Tony Spaeth
Otto Lucien Anton "Tony" Spaeth', Jr. (February 6, 1934 in Saint Louis, Missouri) is a corporate identity planner, consultant, critic and teacher.
Early years
During his childhood, Spaeth's parents took in Anthony Bailey (then himself a child) as a war refugee; Bailey has since told the story of their shared childhood years in the books America, Lost & Found[1] and England, First & Last.[2]
After the Spaeths moved to Manhattan, ‘Tony S’ was schooled at Millbrook and Portsmouth Priory, then majored in architecture at Princeton University. After Navy service (as a corpsman, 2nd Marine Division) Spaeth learned market research and account management at Foote Cone & Belding (now Draftfcb), then joined the Harvard Business School class of 1963.
In 1964, Spaeth was recruited by Lippincott & Margulies (now Lippincott), where “Corporate Identity” was first being thought through as a meaningful professional specialization. From that point on, “identity” became his primary window on marketing and management issues.
Middle Years
Two decades of diverse marketing work followed, including classic product management (at American Home Foods, on Jiffy Pop and Gulden's brands)… the creation of Controlled Brand Marketing Inc., in partnership with industrial designer Robert P. Gersin, to be product managers/designers for supermarket private labels… consultancy on N.W. Ayer & Son’s marketing services team (including a key role in creation of the Absolut Vodka brand)… VP Marketing of the Levolor blinds company… and then marketing direction of several Citicorp business units.
Identity Consulting
Spaeth returned to undiluted identity focus in 1985, when he joined the consulting firm Anspach Grossman Portugal (whose partners he had known from Lippincott & Margulies in the 60s) as director of marketing and a consulting principal. His first act was to change the firm’s descriptive tag from “Marketing Communications and Design” to “Identity Consultants,” thus naming the category in which the firm held a leadership position. Clients he served included American Express and Pfizer. He also restructured and directed the firm’s naming capability. In 1990, when AGP’s partners had sold the firm to WPP Group, Spaeth established an independent consultancy.
Tony Spaeth / Identity
From a base in Rye, New York, since 1990 Spaeth has provided identity planning and creative counsel to scores of clients in diverse categories. He is credited with such corporate brands as Dow Jones, Eastman Chemical, Celera Genomics, Flowserve, Commonfund, FIRST Robotics and Outward Bound USA.
On the Web site Identityworks.com (no longer online), since 1998 Spaeth has reviewed noteworthy new identities of strategic or creative interest, with appropriate credit to chief executives and designers alike. The site also provides a variety of analytic and planning tools for branding and design students worldwide, and contains Identity Forum, where a global panel of leading thinkers and practitioners address identity issues.

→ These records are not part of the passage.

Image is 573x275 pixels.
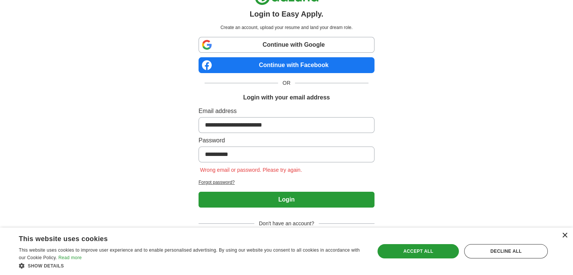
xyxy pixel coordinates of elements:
a: Continue with Google [198,37,374,53]
div: Decline all [464,244,547,258]
div: This website uses cookies [19,232,345,243]
div: Accept all [377,244,459,258]
a: Continue with Facebook [198,57,374,73]
a: Forgot password? [198,179,374,186]
button: Login [198,192,374,207]
span: This website uses cookies to improve user experience and to enable personalised advertising. By u... [19,247,360,260]
div: Show details [19,262,364,269]
label: Password [198,136,374,145]
p: Create an account, upload your resume and land your dream role. [200,24,373,31]
span: OR [278,79,295,87]
a: Read more, opens a new window [58,255,82,260]
h1: Login with your email address [243,93,329,102]
span: Show details [28,263,64,268]
div: Close [561,233,567,238]
span: Wrong email or password. Please try again. [198,167,303,173]
label: Email address [198,107,374,116]
h1: Login to Easy Apply. [250,8,323,20]
span: Don't have an account? [254,219,318,227]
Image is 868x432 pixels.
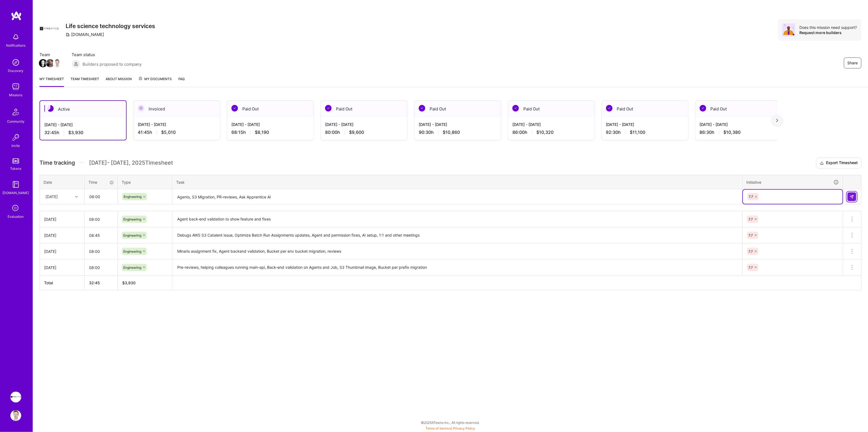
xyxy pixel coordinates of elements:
span: $10,320 [536,129,553,135]
input: HH:MM [85,228,118,243]
a: Team Member Avatar [39,58,47,68]
div: Missions [9,92,23,98]
div: [DOMAIN_NAME] [66,32,104,38]
div: 80:00 h [325,129,403,135]
i: icon Download [820,160,824,166]
div: Request more builders [800,30,857,35]
div: Tokens [10,166,21,172]
div: Paid Out [321,100,407,117]
img: Team Member Avatar [39,59,47,68]
a: Privacy Policy [453,426,475,430]
button: Export Timesheet [816,158,862,169]
span: $9,600 [349,129,364,135]
span: Engineering [124,266,141,270]
img: Active [47,105,54,111]
th: Date [40,175,85,189]
textarea: Agents, S3 Migration, PR-reviews, Ask Apprentice AI [173,189,742,204]
div: 86:30 h [699,129,777,135]
span: 7.7 [749,266,753,270]
textarea: Debugs AWS S3 Catalent issue, Optimize Batch Run Assignments updates, Agent and permission fixes,... [173,228,742,243]
th: Task [173,175,743,189]
div: Community [7,118,24,124]
div: [DATE] - [DATE] [325,121,403,127]
span: Engineering [124,233,141,237]
span: Share [848,60,858,66]
span: Engineering [124,195,141,199]
input: HH:MM [85,260,118,275]
a: User Avatar [9,410,23,421]
img: Team Member Avatar [53,59,61,68]
a: My timesheet [39,76,64,87]
img: Team Member Avatar [46,59,54,68]
img: Submit [850,195,854,199]
div: Does this mission need support? [800,25,857,30]
input: HH:MM [85,189,117,204]
span: $5,010 [161,129,175,135]
img: Paid Out [419,105,425,111]
div: Time [88,179,114,185]
span: [DATE] - [DATE] , 2025 Timesheet [89,159,173,166]
div: [DATE] - [DATE] [419,121,497,127]
div: Paid Out [508,100,594,117]
div: [DOMAIN_NAME] [3,190,29,196]
a: Apprentice: Life science technology services [9,392,23,403]
div: © 2025 ATeams Inc., All rights reserved. [33,415,868,429]
img: Paid Out [512,105,519,111]
th: Total [40,275,85,290]
button: Share [844,58,862,68]
img: logo [11,11,22,21]
img: Apprentice: Life science technology services [10,392,21,403]
div: Active [40,101,126,117]
div: 90:30 h [419,129,497,135]
div: [DATE] [44,248,80,254]
span: Engineering [124,217,141,221]
div: [DATE] - [DATE] [231,121,309,127]
img: discovery [10,57,21,68]
div: Invoiced [133,100,220,117]
a: Team Member Avatar [54,58,61,68]
span: $11,100 [630,129,646,135]
img: bell [10,32,21,43]
span: Team [39,52,61,58]
span: $10,380 [724,129,741,135]
span: My Documents [139,76,172,82]
div: 68:15 h [231,129,309,135]
div: [DATE] - [DATE] [606,121,684,127]
span: Team status [72,52,141,58]
img: Invoiced [138,105,144,111]
i: icon CompanyGray [66,32,70,37]
div: Paid Out [602,100,689,117]
div: Initiative [747,179,839,185]
img: Invite [10,132,21,143]
span: $ 3,930 [122,280,136,285]
img: teamwork [10,81,21,92]
a: About Mission [106,76,132,87]
img: tokens [13,158,19,163]
th: Type [118,175,173,189]
div: [DATE] - [DATE] [138,121,216,127]
img: Builders proposed to company [72,59,80,68]
span: 7.7 [749,249,753,254]
span: $10,860 [443,129,460,135]
h3: Life science technology services [66,23,155,29]
div: Invite [12,143,20,148]
span: $8,190 [255,129,269,135]
img: right [776,118,779,122]
div: [DATE] - [DATE] [512,121,590,127]
div: 86:00 h [512,129,590,135]
img: User Avatar [10,410,21,421]
div: 92:30 h [606,129,684,135]
textarea: Agent back-end validation to show feature and fixes [173,212,742,227]
div: Paid Out [227,100,313,117]
span: 7.7 [749,217,753,221]
div: 32:45 h [44,130,122,135]
input: HH:MM [85,212,118,226]
span: $3,930 [68,130,83,135]
div: [DATE] [46,193,58,199]
div: [DATE] [44,265,80,270]
span: 7.7 [749,195,753,199]
a: Terms of Service [425,426,451,430]
i: icon SelectionTeam [10,203,21,214]
div: [DATE] [44,232,80,238]
div: 41:45 h [138,129,216,135]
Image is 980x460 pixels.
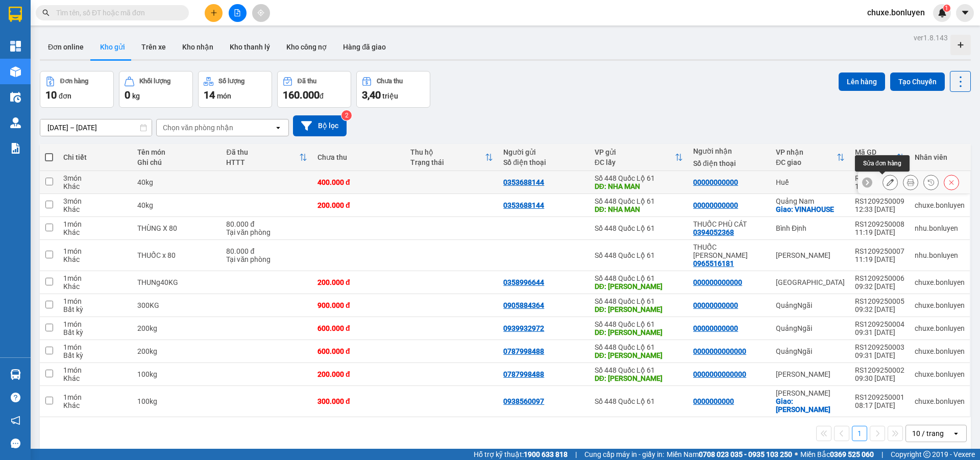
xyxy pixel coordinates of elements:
[915,347,965,356] div: chuxe.bonluyen
[776,398,845,413] div: Giao: bảo lộc
[594,274,683,283] div: Số 448 Quốc Lộ 61
[795,452,798,456] span: ⚪️
[226,148,298,156] div: Đã thu
[859,6,933,19] span: chuxe.bonluyen
[855,247,905,256] div: RS1209250007
[694,228,734,237] div: 0394052368
[594,374,683,383] div: DĐ: LAI VUNG
[59,92,71,100] span: đơn
[694,371,746,378] div: 0000000000000
[63,174,126,183] div: 3 món
[855,401,905,410] div: 08:17 [DATE]
[63,305,126,313] div: Bất kỳ
[125,89,130,101] span: 0
[283,89,319,101] span: 160.000
[298,77,316,85] div: Đã thu
[234,9,241,17] span: file-add
[594,398,683,405] div: Số 448 Quốc Lộ 61
[219,77,244,85] div: Số lượng
[855,148,897,156] div: Mã GD
[138,251,216,259] div: THUỐC x 80
[852,426,867,441] button: 1
[504,371,544,378] div: 0787998488
[943,5,951,12] sup: 1
[63,256,126,264] div: Khác
[11,92,21,103] img: warehouse-icon
[410,159,485,166] div: Trạng thái
[139,77,171,85] div: Khối lượng
[63,401,126,410] div: Khác
[63,205,126,213] div: Khác
[855,220,905,228] div: RS1209250008
[694,347,746,356] div: 0000000000000
[63,366,126,374] div: 1 món
[855,351,905,359] div: 09:31 [DATE]
[585,449,664,460] span: Cung cấp máy in - giấy in:
[891,72,945,91] button: Tạo Chuyến
[961,8,970,17] span: caret-down
[63,197,126,205] div: 3 món
[217,92,231,100] span: món
[318,278,401,286] div: 200.000 đ
[132,92,140,100] span: kg
[56,8,177,18] input: Tìm tên, số ĐT hoặc mã đơn
[776,347,845,356] div: QuảngNgãi
[226,228,307,237] div: Tại văn phòng
[776,224,845,232] div: Bình Định
[855,156,910,171] div: Sửa đơn hàng
[694,398,734,405] div: 0000000000
[915,371,965,378] div: chuxe.bonluyen
[594,305,683,313] div: DĐ: LAI VUNG
[362,89,381,101] span: 3,40
[63,374,126,383] div: Khác
[830,450,874,458] strong: 0369 525 060
[699,450,792,458] strong: 0708 023 035 - 0935 103 250
[776,301,845,310] div: QuảngNgãi
[855,343,905,351] div: RS1209250003
[63,228,126,237] div: Khác
[776,159,836,166] div: ĐC giao
[883,174,898,190] div: Sửa đơn hàng
[293,116,346,136] button: Bộ lọc
[42,9,50,17] span: search
[594,297,683,305] div: Số 448 Quốc Lộ 61
[594,174,683,183] div: Số 448 Quốc Lộ 61
[915,251,965,259] div: nhu.bonluyen
[855,328,905,337] div: 09:31 [DATE]
[318,201,401,210] div: 200.000 đ
[318,301,401,310] div: 900.000 đ
[504,201,544,210] div: 0353688144
[318,178,401,186] div: 400.000 đ
[63,220,126,228] div: 1 món
[915,153,965,162] div: Nhân viên
[228,4,247,22] button: file-add
[855,393,905,401] div: RS1209250001
[504,278,544,286] div: 0358996644
[594,328,683,337] div: DĐ: lai vung
[694,324,738,332] div: 00000000000
[63,274,126,283] div: 1 món
[855,305,905,313] div: 09:32 [DATE]
[855,183,905,190] div: 12:33 [DATE]
[405,144,498,171] th: Toggle SortBy
[210,9,217,17] span: plus
[41,120,152,136] input: Select a date range.
[92,35,133,59] button: Kho gửi
[138,224,216,232] div: THÙNG X 80
[912,428,944,439] div: 10 / trang
[11,41,21,52] img: dashboard-icon
[855,274,905,283] div: RS1209250006
[278,35,335,59] button: Kho công nợ
[594,351,683,359] div: DĐ: LAI VUNG
[45,89,56,101] span: 10
[776,324,845,332] div: QuảngNgãi
[138,159,216,166] div: Ghi chú
[174,35,222,59] button: Kho nhận
[319,92,324,100] span: đ
[318,153,401,162] div: Chưa thu
[504,398,544,405] div: 0938560097
[504,301,544,310] div: 0905884364
[915,324,965,332] div: chuxe.bonluyen
[11,66,21,77] img: warehouse-icon
[226,247,307,256] div: 80.000 đ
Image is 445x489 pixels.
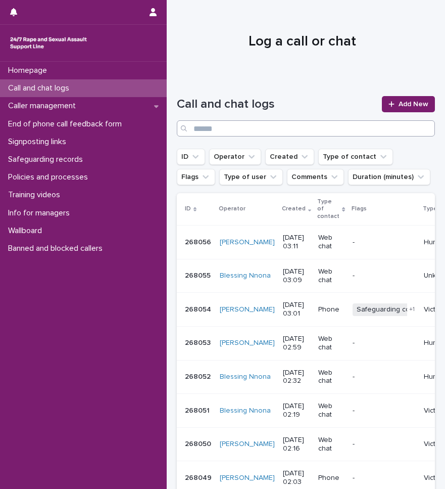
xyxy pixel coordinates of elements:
[177,149,205,165] button: ID
[353,474,416,482] p: -
[177,169,215,185] button: Flags
[220,406,271,415] a: Blessing Nnona
[382,96,435,112] a: Add New
[185,371,213,381] p: 268052
[318,267,344,285] p: Web chat
[4,119,130,129] p: End of phone call feedback form
[283,301,310,318] p: [DATE] 03:01
[348,169,431,185] button: Duration (minutes)
[220,305,275,314] a: [PERSON_NAME]
[399,101,429,108] span: Add New
[353,373,416,381] p: -
[353,303,433,316] span: Safeguarding concern
[4,208,78,218] p: Info for managers
[283,267,310,285] p: [DATE] 03:09
[177,33,428,51] h1: Log a call or chat
[4,226,50,236] p: Wallboard
[318,368,344,386] p: Web chat
[318,474,344,482] p: Phone
[318,436,344,453] p: Web chat
[318,149,393,165] button: Type of contact
[185,472,214,482] p: 268049
[185,404,212,415] p: 268051
[283,402,310,419] p: [DATE] 02:19
[409,306,415,312] span: + 1
[185,303,213,314] p: 268054
[317,196,340,222] p: Type of contact
[287,169,344,185] button: Comments
[220,440,275,448] a: [PERSON_NAME]
[4,83,77,93] p: Call and chat logs
[4,155,91,164] p: Safeguarding records
[283,234,310,251] p: [DATE] 03:11
[220,238,275,247] a: [PERSON_NAME]
[318,402,344,419] p: Web chat
[352,203,367,214] p: Flags
[353,271,416,280] p: -
[4,172,96,182] p: Policies and processes
[282,203,306,214] p: Created
[177,120,435,136] input: Search
[220,474,275,482] a: [PERSON_NAME]
[4,101,84,111] p: Caller management
[318,335,344,352] p: Web chat
[219,169,283,185] button: Type of user
[283,436,310,453] p: [DATE] 02:16
[185,236,213,247] p: 268056
[219,203,246,214] p: Operator
[185,337,213,347] p: 268053
[209,149,261,165] button: Operator
[185,269,213,280] p: 268055
[265,149,314,165] button: Created
[4,66,55,75] p: Homepage
[353,406,416,415] p: -
[353,339,416,347] p: -
[185,203,191,214] p: ID
[220,373,271,381] a: Blessing Nnona
[283,335,310,352] p: [DATE] 02:59
[353,440,416,448] p: -
[318,305,344,314] p: Phone
[353,238,416,247] p: -
[4,190,68,200] p: Training videos
[220,339,275,347] a: [PERSON_NAME]
[4,137,74,147] p: Signposting links
[283,368,310,386] p: [DATE] 02:32
[8,33,89,53] img: rhQMoQhaT3yELyF149Cw
[185,438,213,448] p: 268050
[283,469,310,486] p: [DATE] 02:03
[177,97,376,112] h1: Call and chat logs
[318,234,344,251] p: Web chat
[220,271,271,280] a: Blessing Nnona
[4,244,111,253] p: Banned and blocked callers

Since 1992, Spaeth’s annual rebrandings overview article has appeared in The Conference Board Review magazine, thus providing a record covering nearly two decades (and counting) of significant identity change.
Spaeth also created and, in collaboration with consultant Tom Vanderbauwhede in Antwerp, maintains the Corporate Brand Matrix, building a data base of rebranding case histories for students of identity change. The Matrix documents the leadership intentions in noteworthy corporate rebrandings, matched to the rebranding tools used to achieve them.
In addition to serving the identity community, Spaeth is active in alumni public service initiatives, as advisor to Princeton Project 55 and as a founding director of Partners of ’63 of the Harvard Business School, which seeks systemic improvements in America’s public education systems.